Skip navigation

What To Be and Not To Be

or Register to post new content in the forum

 

Comments

  • Allowed HTML tags: <em> <strong> <blockquote> <br> <p>

Plain text

  • No HTML tags allowed.
  • Web page addresses and e-mail addresses turn into links automatically.
  • Lines and paragraphs break automatically.
Jul 16, 2006 1:19 pm

I saw an old friend last night--a guy who got registered a month after I did but who has stayed in production all these years.  He appeared sick and coughed a lot--smoker.  I did not ask, he did not tell.

We were joking about our early days and how we won trips to Europe for "hitting a hunded" meaning doing $100 grand in gross in a year.

Now he does "More than million" but he did not elaborate--I had heard it was actually more like two or three million.

I asked about his book.  75% of his production comes from three clients--all of whom he has had since the early days, found them by smiling and dialing.

He said, "I could never get to them today, but we grew up together."

He did not mean literally--he meant that they were baby entrepreneurs when he was a baby broker.  One was a $30,000 account that wrote options--it's now a $60 million account that writes options, just a hell of a lot more of them.

I asked if he was saying that he grew $30,000 to $60 million and he said, "Hell no--his father in law left them more than $60,000,000.  The option writing was going well, but not that well.  We tried to figure it out once and about the best we could come up with was he was averaging close to 20%."

I asked if he ever feels threatened that they will leave--three accounts is not a lot of breathing room.

He said not really, but that they remind him from time to time that they could ruin his life with the stroke of a pen.  He chuckled and then started hacking--not good.

There are a lot of ways to build your book--this is one of them, but it's sure a scary way.

For what it's worth, he looks the part--conservative dresser, very well spoken and his eyes absolutely twinkle with intelligence.

No doubt those three clients are very similar.

+++++

Another old acquaintance was there too.  He is a gigolo.  His first wife was the widow of a pilot who had died in a small plane--he was carrying some pretty good life insurance so she became a young and relatively wealthy widow.  The gigolo latched onto her--they stayed married for about three years.

They got divorced because he took up with the wife of a friend.  So there he was, no meal ticket.

He looked around the country club set and found a lonely woman executive with a very nice house and all the contacts.  They lived together--in sin--for more than twenty years.  She got ovarian cancer..............

He's a nice looking guy, but he was getting older, mid 50s.  One day on the tennis courts at the county club he met the daughter of the CEOs of a HUGE consumer products company.  No matter who you are you have one of their signature products in your very home--right now!

Anyway, she was late twenties. He was mid fifties.  They got married and he started living a lifestyle of the rich and famous.  Fifth Avenue Apartment and ocean front mansion in Naples.  They did not own their own plane, but did have a corporate jet time sharing arrangement.

After about five years he used a search engine to check up on a girl he had dated back in college.

The divorce is not finished, but he's going to leave the marriage with what he came into it with.  A great collection of Elvis CDs and some ties.

As my wife said, "Men are so stupid."  She's right.

Jul 16, 2006 6:53 pm

Great similarity here. BOTH members of the lucky weinie club.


**TASK DESCRIPTION**
What to return is the tail of the data, from the line that contains "The screen is" down to the last line, copied exactly.

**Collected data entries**
>>

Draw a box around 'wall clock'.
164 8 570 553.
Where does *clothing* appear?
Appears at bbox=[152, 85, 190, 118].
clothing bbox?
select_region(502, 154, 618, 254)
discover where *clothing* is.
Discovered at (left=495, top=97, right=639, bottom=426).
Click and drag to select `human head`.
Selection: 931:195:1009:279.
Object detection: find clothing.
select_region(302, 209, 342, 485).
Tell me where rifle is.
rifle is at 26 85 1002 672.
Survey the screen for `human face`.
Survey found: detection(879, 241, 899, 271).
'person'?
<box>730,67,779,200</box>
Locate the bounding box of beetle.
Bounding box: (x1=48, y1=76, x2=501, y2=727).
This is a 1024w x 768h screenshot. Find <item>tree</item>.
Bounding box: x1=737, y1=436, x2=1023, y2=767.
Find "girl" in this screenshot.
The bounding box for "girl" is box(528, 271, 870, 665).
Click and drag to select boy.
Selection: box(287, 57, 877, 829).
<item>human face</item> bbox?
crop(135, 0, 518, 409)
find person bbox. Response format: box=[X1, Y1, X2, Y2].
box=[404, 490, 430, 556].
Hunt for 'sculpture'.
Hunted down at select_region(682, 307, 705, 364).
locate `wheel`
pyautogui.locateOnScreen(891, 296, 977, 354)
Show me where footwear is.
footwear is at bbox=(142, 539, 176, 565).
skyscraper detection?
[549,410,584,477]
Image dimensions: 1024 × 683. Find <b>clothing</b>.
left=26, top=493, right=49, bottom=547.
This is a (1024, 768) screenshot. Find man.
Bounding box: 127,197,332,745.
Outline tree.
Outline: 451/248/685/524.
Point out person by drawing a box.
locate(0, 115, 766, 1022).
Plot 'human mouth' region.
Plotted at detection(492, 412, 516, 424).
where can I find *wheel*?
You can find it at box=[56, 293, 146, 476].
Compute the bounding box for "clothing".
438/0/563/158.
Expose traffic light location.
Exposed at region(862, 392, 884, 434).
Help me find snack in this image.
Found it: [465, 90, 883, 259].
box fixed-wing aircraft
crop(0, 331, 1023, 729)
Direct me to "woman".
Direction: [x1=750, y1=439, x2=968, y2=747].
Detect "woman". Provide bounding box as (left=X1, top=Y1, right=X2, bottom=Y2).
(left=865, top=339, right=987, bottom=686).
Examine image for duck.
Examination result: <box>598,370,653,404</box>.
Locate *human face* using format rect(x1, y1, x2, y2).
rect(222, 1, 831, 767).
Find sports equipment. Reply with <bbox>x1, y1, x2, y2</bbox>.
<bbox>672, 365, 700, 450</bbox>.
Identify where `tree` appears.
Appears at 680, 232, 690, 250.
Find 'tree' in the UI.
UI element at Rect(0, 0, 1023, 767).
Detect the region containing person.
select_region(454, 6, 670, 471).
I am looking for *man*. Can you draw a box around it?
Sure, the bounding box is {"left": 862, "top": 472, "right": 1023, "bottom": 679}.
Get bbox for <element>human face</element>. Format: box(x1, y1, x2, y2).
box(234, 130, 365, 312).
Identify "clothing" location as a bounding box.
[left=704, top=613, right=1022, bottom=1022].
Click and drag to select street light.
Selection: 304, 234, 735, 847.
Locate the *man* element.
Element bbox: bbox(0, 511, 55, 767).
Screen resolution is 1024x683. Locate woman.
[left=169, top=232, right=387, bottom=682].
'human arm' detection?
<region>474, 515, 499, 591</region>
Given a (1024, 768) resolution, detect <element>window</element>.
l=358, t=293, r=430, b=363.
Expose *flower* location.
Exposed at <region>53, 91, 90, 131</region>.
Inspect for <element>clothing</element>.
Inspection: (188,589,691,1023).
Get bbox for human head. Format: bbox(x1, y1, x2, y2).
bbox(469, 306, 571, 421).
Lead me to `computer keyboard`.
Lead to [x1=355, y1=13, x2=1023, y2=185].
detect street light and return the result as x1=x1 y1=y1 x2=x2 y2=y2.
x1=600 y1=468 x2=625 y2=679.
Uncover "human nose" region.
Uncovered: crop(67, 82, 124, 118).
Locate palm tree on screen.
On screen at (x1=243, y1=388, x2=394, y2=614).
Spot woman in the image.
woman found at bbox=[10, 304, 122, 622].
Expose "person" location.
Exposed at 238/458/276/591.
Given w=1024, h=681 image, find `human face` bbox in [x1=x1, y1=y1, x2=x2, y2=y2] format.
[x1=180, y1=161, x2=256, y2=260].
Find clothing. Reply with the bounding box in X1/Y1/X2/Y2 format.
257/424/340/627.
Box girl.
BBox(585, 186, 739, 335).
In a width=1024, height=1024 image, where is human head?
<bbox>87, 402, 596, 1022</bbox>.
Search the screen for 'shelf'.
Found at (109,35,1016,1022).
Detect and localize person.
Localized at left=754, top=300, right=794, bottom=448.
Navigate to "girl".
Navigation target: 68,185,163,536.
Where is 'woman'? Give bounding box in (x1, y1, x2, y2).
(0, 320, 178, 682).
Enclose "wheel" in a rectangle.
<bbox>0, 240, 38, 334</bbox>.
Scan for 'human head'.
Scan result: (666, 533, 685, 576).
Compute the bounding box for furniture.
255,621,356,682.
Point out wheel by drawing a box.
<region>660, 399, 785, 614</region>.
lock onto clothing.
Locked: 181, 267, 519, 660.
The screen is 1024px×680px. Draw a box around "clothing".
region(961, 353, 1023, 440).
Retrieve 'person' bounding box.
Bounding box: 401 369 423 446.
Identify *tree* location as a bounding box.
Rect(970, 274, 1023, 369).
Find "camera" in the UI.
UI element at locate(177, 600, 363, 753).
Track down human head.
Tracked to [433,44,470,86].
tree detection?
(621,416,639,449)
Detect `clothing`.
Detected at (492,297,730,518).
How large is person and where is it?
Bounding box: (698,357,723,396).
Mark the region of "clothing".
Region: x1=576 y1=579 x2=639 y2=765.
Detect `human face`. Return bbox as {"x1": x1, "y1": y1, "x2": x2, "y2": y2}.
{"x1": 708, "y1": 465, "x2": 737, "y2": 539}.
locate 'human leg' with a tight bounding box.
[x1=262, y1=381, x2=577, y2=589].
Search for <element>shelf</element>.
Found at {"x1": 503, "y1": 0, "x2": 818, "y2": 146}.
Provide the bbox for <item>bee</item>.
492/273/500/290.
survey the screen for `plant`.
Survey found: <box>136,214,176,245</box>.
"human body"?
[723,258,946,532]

<<

**ANSWER SPACE**
The screen is 1024px×680px. Draw a box around "clothing".
region(961, 353, 1023, 440).
Retrieve 'person' bounding box.
Bounding box: 401 369 423 446.
Identify *tree* location as a bounding box.
Rect(970, 274, 1023, 369).
Find "camera" in the UI.
UI element at locate(177, 600, 363, 753).
Track down human head.
Tracked to [433,44,470,86].
tree detection?
(621,416,639,449)
Detect `clothing`.
Detected at (492,297,730,518).
How large is person and where is it?
Bounding box: (698,357,723,396).
Mark the region of "clothing".
Region: x1=576 y1=579 x2=639 y2=765.
Detect `human face`. Return bbox as {"x1": x1, "y1": y1, "x2": x2, "y2": y2}.
{"x1": 708, "y1": 465, "x2": 737, "y2": 539}.
locate 'human leg' with a tight bounding box.
[x1=262, y1=381, x2=577, y2=589].
Search for <element>shelf</element>.
Found at {"x1": 503, "y1": 0, "x2": 818, "y2": 146}.
Provide the bbox for <item>bee</item>.
492/273/500/290.
survey the screen for `plant`.
Survey found: <box>136,214,176,245</box>.
"human body"?
[723,258,946,532]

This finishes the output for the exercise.